Ionophore-based ion sensing on droplet microfluidics and paper-based microfluidics

12:00-1:00 | Dow 1014

Dr. Xuewei Wang

Detection of various ionic species are important for environmental monitoring, medical diagnostics, and ion channel studies. We designed paper-based sensors and microfluidics devices for low-cost and user-friendly detection of cations (e.g., sodium and potassium), anions (e.g., chloride and fluoride), and polyions (e.g., protamine and heparin). We are also developing inkjet-printed sensors on clothing for real-time colorimetric monitoring of sweat electrolytes. In another project, we dope appropriate hydrophobic sensing chemicals including dyes into the oil phase of segmented microfluidics, which makes the oil segment responsive to specific ions in its adjacent aqueous segments. This ion sensing platform provides a new opportunity for study of ion channels at the single cell level.

October 16, 2018

Microdroplet-enabled co-cultivation and metagenomic investigation of microbiomes

12:00-1:00 | Dow 1014

James Tan

While microbial communities are critical to systems of various length scales, ranging from the human body to natural ecosystems, interspecies microbial interactions that play a key role in driving spatiotemporal dynamics typically occur over the micron-scale. Typical microbial surveys study samples of much larger length-scales, resulting in an averaging of ecological signal across relevant ecological units. Alternatively, microfluidic droplets provide isolated micron-scale environments for the high-resolution study of these relevant ecological sub-communities. In our work, we combine co-cultivation of microbial sub-communities in these microfluidic droplets with metagenomic sequencing to reveal the genomic capability of sub-communities from the human gut. With this approach, we propose to apply additional 'omics approaches, such as transcriptomics, to further elucidate the metabolic interactions and mechanisms in various biological systems.

October 2, 2018

Micro-playgrounds for motile bacteria

12:00-1:00 | Dow 1014

Prof. Yann Dufour
Michigan State University

Flagellar motility is widespread in bacterial species living in diverse environments and plays an important role during complex processes such as plant root colonization, host infection, or collective migration.
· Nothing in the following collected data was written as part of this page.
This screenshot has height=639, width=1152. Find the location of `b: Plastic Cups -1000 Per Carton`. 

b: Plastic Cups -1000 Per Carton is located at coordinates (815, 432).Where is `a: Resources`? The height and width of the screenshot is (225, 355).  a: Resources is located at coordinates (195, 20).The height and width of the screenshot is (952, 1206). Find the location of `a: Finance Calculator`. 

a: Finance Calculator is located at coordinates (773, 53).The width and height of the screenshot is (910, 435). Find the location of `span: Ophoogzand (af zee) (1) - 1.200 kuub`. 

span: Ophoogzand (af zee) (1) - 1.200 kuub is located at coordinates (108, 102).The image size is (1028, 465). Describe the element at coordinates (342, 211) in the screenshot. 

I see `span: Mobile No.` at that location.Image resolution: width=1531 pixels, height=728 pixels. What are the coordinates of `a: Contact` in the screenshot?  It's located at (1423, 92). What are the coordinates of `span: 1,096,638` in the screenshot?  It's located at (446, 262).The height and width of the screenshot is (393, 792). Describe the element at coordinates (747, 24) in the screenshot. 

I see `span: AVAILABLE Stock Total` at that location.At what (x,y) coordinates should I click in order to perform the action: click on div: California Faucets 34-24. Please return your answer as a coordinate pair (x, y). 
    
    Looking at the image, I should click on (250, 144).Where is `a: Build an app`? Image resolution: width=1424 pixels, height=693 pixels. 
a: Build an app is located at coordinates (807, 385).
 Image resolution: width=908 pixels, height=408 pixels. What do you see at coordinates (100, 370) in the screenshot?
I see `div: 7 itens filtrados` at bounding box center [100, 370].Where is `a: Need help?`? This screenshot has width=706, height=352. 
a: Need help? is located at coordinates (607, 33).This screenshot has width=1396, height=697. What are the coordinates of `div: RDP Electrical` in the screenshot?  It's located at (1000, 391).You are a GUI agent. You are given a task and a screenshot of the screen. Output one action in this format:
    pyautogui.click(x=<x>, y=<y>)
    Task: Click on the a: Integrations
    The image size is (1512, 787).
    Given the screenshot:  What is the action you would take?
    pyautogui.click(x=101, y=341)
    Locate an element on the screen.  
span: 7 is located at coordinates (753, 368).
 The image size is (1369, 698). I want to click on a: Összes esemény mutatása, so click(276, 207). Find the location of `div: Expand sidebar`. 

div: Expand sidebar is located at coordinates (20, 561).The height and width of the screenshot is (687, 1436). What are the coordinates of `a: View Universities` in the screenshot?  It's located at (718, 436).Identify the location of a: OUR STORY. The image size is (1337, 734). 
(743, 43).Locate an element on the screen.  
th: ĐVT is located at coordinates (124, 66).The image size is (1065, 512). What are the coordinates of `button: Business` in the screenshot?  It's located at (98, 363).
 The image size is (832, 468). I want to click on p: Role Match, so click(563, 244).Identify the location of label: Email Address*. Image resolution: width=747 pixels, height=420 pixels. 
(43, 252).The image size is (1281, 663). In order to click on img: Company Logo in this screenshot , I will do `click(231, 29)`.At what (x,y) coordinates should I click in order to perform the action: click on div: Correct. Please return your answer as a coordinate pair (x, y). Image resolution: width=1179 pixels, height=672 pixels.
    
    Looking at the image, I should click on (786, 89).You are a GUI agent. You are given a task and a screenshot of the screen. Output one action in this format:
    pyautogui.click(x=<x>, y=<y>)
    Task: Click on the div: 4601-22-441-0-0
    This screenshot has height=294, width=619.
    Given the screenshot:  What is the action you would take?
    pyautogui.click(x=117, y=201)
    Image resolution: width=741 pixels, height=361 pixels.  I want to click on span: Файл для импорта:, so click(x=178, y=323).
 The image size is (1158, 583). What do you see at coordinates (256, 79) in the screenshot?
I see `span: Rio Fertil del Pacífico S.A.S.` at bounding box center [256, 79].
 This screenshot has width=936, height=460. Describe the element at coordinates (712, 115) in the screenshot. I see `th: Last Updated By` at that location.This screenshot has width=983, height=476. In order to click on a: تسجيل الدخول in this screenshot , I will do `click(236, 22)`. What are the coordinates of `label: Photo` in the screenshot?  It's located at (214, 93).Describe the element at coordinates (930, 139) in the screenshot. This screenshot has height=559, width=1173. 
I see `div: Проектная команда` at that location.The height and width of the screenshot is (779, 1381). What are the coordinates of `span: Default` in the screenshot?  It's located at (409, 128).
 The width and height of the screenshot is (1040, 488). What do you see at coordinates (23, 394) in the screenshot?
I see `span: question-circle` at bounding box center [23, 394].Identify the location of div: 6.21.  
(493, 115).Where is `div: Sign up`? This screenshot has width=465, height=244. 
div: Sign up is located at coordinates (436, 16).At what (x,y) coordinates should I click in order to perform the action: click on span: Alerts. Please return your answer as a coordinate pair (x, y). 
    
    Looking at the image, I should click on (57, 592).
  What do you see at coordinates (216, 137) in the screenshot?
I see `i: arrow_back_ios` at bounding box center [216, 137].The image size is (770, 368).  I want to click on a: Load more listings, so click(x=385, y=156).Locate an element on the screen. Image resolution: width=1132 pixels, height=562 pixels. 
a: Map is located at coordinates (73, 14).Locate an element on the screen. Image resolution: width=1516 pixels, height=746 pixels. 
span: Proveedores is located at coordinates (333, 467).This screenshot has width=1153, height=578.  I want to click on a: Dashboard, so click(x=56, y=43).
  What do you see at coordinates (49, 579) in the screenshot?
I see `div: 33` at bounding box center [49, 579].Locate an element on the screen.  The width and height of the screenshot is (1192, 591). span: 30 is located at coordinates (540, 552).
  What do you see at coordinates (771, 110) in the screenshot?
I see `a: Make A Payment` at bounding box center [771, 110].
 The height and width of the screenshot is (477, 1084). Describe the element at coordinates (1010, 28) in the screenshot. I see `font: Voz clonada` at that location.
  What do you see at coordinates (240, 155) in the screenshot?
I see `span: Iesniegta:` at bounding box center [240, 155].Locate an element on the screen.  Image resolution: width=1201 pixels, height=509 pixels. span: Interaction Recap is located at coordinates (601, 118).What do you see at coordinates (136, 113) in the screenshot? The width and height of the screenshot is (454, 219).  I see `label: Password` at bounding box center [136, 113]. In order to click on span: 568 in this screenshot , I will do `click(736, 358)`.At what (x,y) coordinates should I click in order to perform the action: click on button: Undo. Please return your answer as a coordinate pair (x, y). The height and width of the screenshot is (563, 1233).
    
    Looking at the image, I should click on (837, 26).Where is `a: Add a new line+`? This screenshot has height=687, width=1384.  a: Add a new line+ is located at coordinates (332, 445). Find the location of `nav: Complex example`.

Even though the fundamental mechanisms of motility and chemotaxis are well characterized, especially in Escherichia coli, the specific adaptations of different bacterial species to their respective ecological niches has been difficult to investigate in controlled laboratory conditions. Natural environments are dynamic and often have a complex physical structure. I will discuss how microfluidics and single-cell tracking allowed for the identification of a fundamental tradeoff in the chemotactic performance of E. coli when faced with chemical gradients of different length-scales. Then, I will discuss our current efforts to characterize the behavior of human gut pathogens in intestinal mucus.

September 18, 2018

Nanoelectrospray Ionization-Mass Spectrometry Analysis of Microfluidic Droplets

12:00-1:00 | Dow 1014

Daniel Steyer

Mass spectrometry has presented itself as a valuable analytical tool in microfluidic studies; however, its implementation into droplet-based microfluidics has been extremely limited. In our work, we are attempting to show that nanoelectrospray ionization-mass spectrometry (nESI-MS) can reliably analyze the small molecule content of droplet samples. A system for the nESI-MS analysis of droplets has been developed which has the capacity to analyze large numbers of droplets in one run (>10,000 demonstrated) with stable signal. Applications to in vivo neurochemical monitoring, biocatalysis, and organic synthesis are being explored.